Each recipe is carefully and clearly explained in a concise step-by-step method as well.
So I was surprised: this book contains some fine new recipes but most of the text is devoted to teaching a home cook how to prepare good basic dishes using reliable rather than path-breaking recipes.
Unexpected, But Pleasing
In a holiday season stuffed with extremely glossy, gorgeous books on cooking - more fetish objects or coffee table books than cookbooks - The Complete Robuchon is an outlier. I pre-ordered my book months in advance, expecting a lavish, opulent package of arty photos, personal anecdotes, and the other trimmings of a major, cellophane-sealed Chef's opus.
Instead, what arrived at my door was a sturdy and stout cookbook, with colorless pages (and prose, for that matter) and not a single photo.
At first, I was disappointed. But then, when faced with such a massive cookbook, I sat down and began reading it, front to back. Robuchon, for a chef who we all may associate with innovation and opulence, tasked himself in this book with creating something for the home chef, and for the chef beginning their journey into the complicated world of French cuisine. So what he focuses on, above all else, in this book is technique. You leave a section on vegetables not even questioning why you would take the time to blanch. It's that authoritative, clear, and informative.

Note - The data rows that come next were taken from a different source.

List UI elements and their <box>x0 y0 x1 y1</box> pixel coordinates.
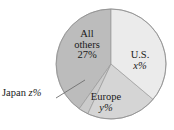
pie-label-japan-value: z% <box>29 87 42 98</box>
pie-label-us-value: x% <box>120 61 160 72</box>
pie-label-europe: Europe y% <box>83 92 129 113</box>
pie-label-japan-text: Japan z% <box>2 88 64 99</box>
pie-chart-figure: U.S. x% All others 27% Europe y% Japan z… <box>0 0 174 130</box>
pie-label-europe-value: y% <box>83 103 129 114</box>
pie-label-all-others-value: 27% <box>64 50 110 61</box>
pie-label-japan-name: Japan <box>2 87 29 98</box>
pie-label-all-others: All others 27% <box>64 29 110 61</box>
pie-label-japan: Japan z% <box>2 88 64 99</box>
pie-label-us: U.S. x% <box>120 50 160 71</box>
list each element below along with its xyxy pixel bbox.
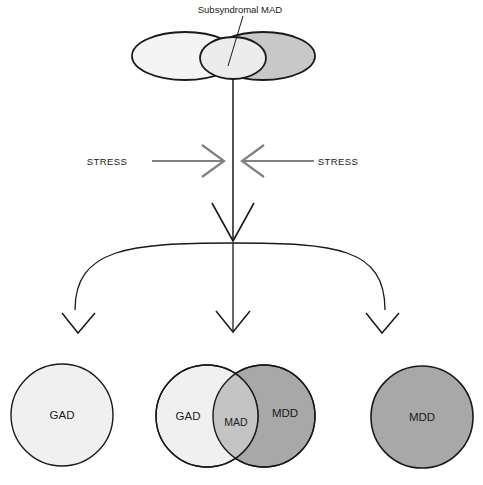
mad-progression-diagram: Subsyndromal MAD STRESS STRESS — [0, 0, 483, 485]
outcome-left-group: GAD — [11, 364, 113, 466]
top-ellipse-overlap — [200, 37, 266, 79]
outcome-middle-group: GAD MAD MDD — [156, 365, 315, 467]
outcome-mid-gad-label: GAD — [176, 410, 201, 422]
outcome-left-label: GAD — [50, 409, 75, 421]
stress-right-label: STRESS — [318, 156, 358, 167]
subsyndromal-mad-label: Subsyndromal MAD — [198, 4, 283, 15]
outcome-mid-overlap-label: MAD — [224, 416, 248, 428]
diagram-canvas: Subsyndromal MAD STRESS STRESS — [0, 0, 483, 485]
outcome-right-label: MDD — [409, 411, 435, 423]
speck-artifact — [244, 380, 246, 382]
outcome-mid-mdd-label: MDD — [272, 407, 298, 419]
stress-left-label: STRESS — [87, 156, 127, 167]
outcome-right-group: MDD — [371, 366, 473, 468]
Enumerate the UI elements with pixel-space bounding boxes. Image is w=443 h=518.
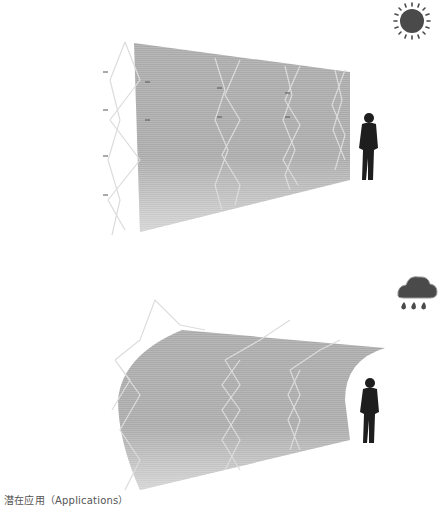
sun-icon <box>394 3 430 39</box>
person-silhouette-bottom <box>360 378 379 443</box>
applications-caption: 潜在应用（Applications） <box>4 492 129 507</box>
illustration <box>0 0 443 518</box>
curved-canopy-structure <box>112 300 385 490</box>
person-silhouette-top <box>359 113 378 180</box>
rain-cloud-icon <box>398 277 437 310</box>
flat-wall-structure <box>103 42 350 235</box>
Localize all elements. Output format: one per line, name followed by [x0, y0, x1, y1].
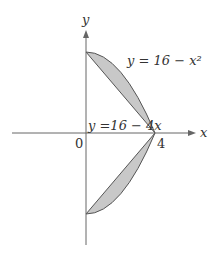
x-tick-4: 4	[157, 136, 165, 151]
lower-shaded-region	[86, 133, 155, 214]
x-axis-arrow-icon	[188, 130, 196, 136]
graph-svg: x y 0 4 y = 16 − x² y =16 − 4x	[0, 0, 212, 253]
origin-label: 0	[75, 136, 83, 151]
line-label: y =16 − 4x	[87, 118, 162, 133]
parabola-label: y = 16 − x²	[126, 53, 202, 68]
y-axis-label: y	[81, 12, 90, 27]
y-axis-arrow-icon	[83, 30, 89, 38]
graph-figure: x y 0 4 y = 16 − x² y =16 − 4x	[0, 0, 212, 253]
x-axis-label: x	[200, 125, 208, 140]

This isn't a coffee table book, and it isn't a book for a well-read French chef. It's a solid work, though, and an inspiring compendium of culinary knowledge - perhaps a little more basic than some might wish, but full of wisdom for everyone from beginners to... well, maybe intermediates.
Priceless book
This book is astonishing. It is indeed, as the New York Times declared, The Joy of Cooking for French cuisine--an ultimate authority you can count on for any occasion. There are all kinds of new preparations and delicacies which have entered French cooking through immigrant cultures. But there is a also the most refined take on technique you will ever find. Classic dishes, like pot-au-feu, that you may have learned from Julia Child or Paula Wolfert are here, but the steps, though simple to follow, are much more precise, and following them teaches you a lot about how subtle differences in method make a decisive difference in results. You will instantly see this when you make dishes that actually taste like the real thing you would have in France, not some Americanized version. This is far more than a cookbook; it's an education. Follow it and learn how a great chef works. Hint: it's not about blending weird, hard-to-find ingredients, or swirling sauce spirals on plates. It's all about subtle tweaks of basic techniques, the exacting understanding of a true master.